If you think flying a VOR or LOC approach is difficult, or flying w/o moving map, you got shortchanged on your training.
 
...because adulting is hard. ;)

If you think flying a VOR or LOC approach is difficult, or flying w/o moving map, you got shortchanged on your training.
I did my whole Instrument rating with a single VOR/GS. I also fly in IMC with that single VOR/GS, single pilot :eek:. I'd just like better gyros (the spinny kind, not the sandwich kind), mine suck.
 
...because adulting is hard. ;)

If you think flying a VOR or LOC approach is difficult, or flying w/o moving map, you got shortchanged on your training.

I’ve also had a few interviews where the sim session had no moving map, no GPS and the autopilot was more of a trap then a help.

I agree, learning with a moving map is like sending a kid to grade school with a calculator, but I’m also the odd ball that thinks a 172 is a horrible PPL trainer vs a 7AC, C120, glider or something.
 
oooh oooh...I wanna play...name these archaic relics:

images

What's "Window coverings for owners with no pride in ownership" Alex? :D I resemble that remark btw.

I carry three of those to wrap around my windshield during long XC, with their FAA regulation "see and avoid" tank slit cutouts of course (I call them Piper comanche/C-182 sights).
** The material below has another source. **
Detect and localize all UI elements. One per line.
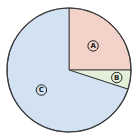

My Century II does the flying, I do the snoozing, ATC does the clearing! :D

DPE also used one during my PPL checkride way back in the day. No foggles no problem!
 
Had a kns80 in one of my planes, don’t miss it at all.
 
Is it fair that the answer to the OPs question is circled in the OPs post??
 
I flew in 4 different aircraft before my first flight in one with a battery, generator, and lights. It also had a SUPERHOMER with 3 crystals.

e8c6ef54c2b4abbcc138845b91a8e5bc.jpg

The three crystals were 'universal tower', 'universal ground', and 'universal FSS'. You tuned the appropriate navigation VOR and transmitted in the blind, listening to the other frequency. For towers, when close enough that you were no longer navigating, you called for a long count, they counted from 1 to 10, then back down, while you cranked the receiver fo find them. Then normal two way radio took place. You did not fly Superhomers into busy airports. Note that there is no TO FROM indicator on that radio!


We sold that boat anchor, and replaced it with a very advanced 1 1/2, solid state radio. It could either nav or comm, switch to flip between the two. Flying into control tower airports with associated VOR's, you advised the tower "listening on the VOR" and called on the tower frequency. The same for Flight Service en route, call on the FSS freq. and listen on the VOR. I flew VOR and LOC approaches with that plane and radio. Once you were finished using the nav function, you went duplex on the single frequency you transmitted on.

The flip flop switch took quite a beating, but the radio was completely reliable, and easy to tune, plus, it tuned all the frequencies.

That was the radio for my PPL check ride.